The Old Opera House
by:  James Hales

One of the most interesting buildings in Rogers is the Opera House located above Dixieland Shoes at the southwest corner of Walnut and First Streets. The auditorium was the center of local entertainment from the time it was built in the late 1890s until moving picture theaters became popular about 1920. Many traveling theater groups, musical shows, speakers, politicians, and local amateurs performed there, including Betty Blake (later Mrs. Will Rogers).

As attendance at performances declined in the early 1920s, an attempt was made to revive the Opera House by converting the stage into a boxing ring. An ad in the Rogers Daily News on February 7, 1924, advertised two boxing matches and one wrestling match, with general admission seats for 50 cents and ringside seats for $1.25. C.T. Mullins was the custodian and curtain puller for the Opera House for many years until it closed in the 1930s. His grandson, Charles Fields, said that it broke his grandfather’s heart when the stage that held so many great speakers and performers was converted into a boxing ring.

One of the fascinating things about the Opera House is that it still looks almost the same as when it closed. The theater seats are gone and there is a stairway added from below that opens onto the stage, but the rest is intact. Climbing the worn wooden stairs and seeing the ticket window, the balcony with its tiers of raised rows that once held theater seats, and the original stamped tin ceiling is a step back in time.

The wall of the dressing room beside the stage is adorned with names of performers, play titles, and show dates from 1900 through the late 1920s. The original windows were bricked over in 1952 when the Hunt’s Department Store renovated the building, but the windows are still preserved from the inside. As you stand in the darkened interior of the Opera House in 2008, it is easy to imagine the great plays and performances once held in this historic setting.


- [WORK INSTRUCTIONS]: Within the material below, find each line bearing the word "junction" and present it.

- [DATA UNDER STUDY]:
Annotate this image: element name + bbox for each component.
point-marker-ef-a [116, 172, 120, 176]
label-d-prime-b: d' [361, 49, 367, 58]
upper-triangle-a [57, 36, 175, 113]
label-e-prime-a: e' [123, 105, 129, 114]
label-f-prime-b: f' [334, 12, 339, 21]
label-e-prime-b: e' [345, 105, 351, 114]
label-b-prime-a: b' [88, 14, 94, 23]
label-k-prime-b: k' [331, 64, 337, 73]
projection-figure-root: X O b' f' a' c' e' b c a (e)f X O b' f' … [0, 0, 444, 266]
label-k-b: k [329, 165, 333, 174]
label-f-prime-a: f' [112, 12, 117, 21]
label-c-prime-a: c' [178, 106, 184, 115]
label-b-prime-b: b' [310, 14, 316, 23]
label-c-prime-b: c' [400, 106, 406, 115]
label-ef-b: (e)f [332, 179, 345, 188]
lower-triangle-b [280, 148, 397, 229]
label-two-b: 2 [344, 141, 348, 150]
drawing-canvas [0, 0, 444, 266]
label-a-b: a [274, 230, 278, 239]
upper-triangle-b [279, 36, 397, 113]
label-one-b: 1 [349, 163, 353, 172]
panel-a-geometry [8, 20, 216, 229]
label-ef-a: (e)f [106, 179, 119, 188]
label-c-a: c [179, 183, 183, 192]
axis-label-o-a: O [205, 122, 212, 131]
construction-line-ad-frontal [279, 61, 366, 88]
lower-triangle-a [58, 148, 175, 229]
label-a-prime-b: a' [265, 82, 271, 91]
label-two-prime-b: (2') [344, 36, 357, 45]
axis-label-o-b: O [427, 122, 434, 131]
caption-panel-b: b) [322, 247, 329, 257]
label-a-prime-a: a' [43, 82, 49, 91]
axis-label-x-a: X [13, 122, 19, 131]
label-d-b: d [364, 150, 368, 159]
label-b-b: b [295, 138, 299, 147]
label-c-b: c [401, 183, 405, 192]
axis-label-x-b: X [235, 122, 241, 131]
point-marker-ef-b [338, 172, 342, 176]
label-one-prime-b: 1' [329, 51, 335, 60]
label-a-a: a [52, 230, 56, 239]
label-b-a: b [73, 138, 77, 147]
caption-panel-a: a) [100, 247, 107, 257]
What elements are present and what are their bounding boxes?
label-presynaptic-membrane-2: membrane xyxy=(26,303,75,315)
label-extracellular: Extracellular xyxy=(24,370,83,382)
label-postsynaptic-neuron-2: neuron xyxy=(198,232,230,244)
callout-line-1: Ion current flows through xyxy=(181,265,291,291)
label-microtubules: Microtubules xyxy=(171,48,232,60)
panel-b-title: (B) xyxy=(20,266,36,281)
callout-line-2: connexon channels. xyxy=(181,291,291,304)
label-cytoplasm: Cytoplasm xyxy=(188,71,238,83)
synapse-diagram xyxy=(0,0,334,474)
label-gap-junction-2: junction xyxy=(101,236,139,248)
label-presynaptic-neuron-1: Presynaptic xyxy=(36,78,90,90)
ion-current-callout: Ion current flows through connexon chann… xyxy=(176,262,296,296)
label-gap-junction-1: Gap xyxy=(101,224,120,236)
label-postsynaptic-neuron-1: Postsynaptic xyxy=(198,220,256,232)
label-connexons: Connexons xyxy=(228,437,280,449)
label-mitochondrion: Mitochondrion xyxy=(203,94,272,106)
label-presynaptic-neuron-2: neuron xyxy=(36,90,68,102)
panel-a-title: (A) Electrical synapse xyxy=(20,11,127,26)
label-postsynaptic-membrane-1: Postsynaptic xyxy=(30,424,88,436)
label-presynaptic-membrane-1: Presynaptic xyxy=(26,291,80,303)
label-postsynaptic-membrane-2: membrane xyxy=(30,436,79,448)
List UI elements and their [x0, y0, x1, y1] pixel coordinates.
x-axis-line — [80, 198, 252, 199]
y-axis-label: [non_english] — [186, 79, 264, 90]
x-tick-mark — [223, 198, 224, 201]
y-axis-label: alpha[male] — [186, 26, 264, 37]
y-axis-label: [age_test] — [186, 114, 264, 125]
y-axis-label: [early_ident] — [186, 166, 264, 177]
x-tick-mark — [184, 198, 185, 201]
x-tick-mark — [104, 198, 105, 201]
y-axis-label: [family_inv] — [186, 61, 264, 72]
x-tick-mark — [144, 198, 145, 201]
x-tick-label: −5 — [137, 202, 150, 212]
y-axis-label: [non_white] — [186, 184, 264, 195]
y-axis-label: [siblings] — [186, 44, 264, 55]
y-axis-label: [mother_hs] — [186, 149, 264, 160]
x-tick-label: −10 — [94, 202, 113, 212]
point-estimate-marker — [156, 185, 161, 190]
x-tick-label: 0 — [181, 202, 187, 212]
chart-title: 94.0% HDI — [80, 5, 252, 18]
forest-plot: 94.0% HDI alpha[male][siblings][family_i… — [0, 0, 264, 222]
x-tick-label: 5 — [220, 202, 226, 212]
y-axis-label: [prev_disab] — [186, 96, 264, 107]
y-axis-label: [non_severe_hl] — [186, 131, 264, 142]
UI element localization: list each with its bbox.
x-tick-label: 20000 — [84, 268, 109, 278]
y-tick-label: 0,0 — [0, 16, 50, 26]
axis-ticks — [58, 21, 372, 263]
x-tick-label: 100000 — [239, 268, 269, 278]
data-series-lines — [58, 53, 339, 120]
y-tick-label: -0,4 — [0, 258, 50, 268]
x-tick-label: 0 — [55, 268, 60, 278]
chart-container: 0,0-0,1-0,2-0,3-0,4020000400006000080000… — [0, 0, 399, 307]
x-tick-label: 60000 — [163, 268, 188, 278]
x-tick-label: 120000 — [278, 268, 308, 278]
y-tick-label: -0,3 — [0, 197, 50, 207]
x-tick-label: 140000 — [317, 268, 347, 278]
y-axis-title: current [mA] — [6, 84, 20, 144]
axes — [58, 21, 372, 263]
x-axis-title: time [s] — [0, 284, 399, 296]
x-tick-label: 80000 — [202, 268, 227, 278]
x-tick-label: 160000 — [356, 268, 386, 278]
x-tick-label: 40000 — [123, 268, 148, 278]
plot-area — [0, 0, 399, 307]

- [ANSWER TO THE PROBLEM]:
label-gap-junction-2: junction xyxy=(101,236,139,248)
label-gap-junction-1: Gap xyxy=(101,224,120,236)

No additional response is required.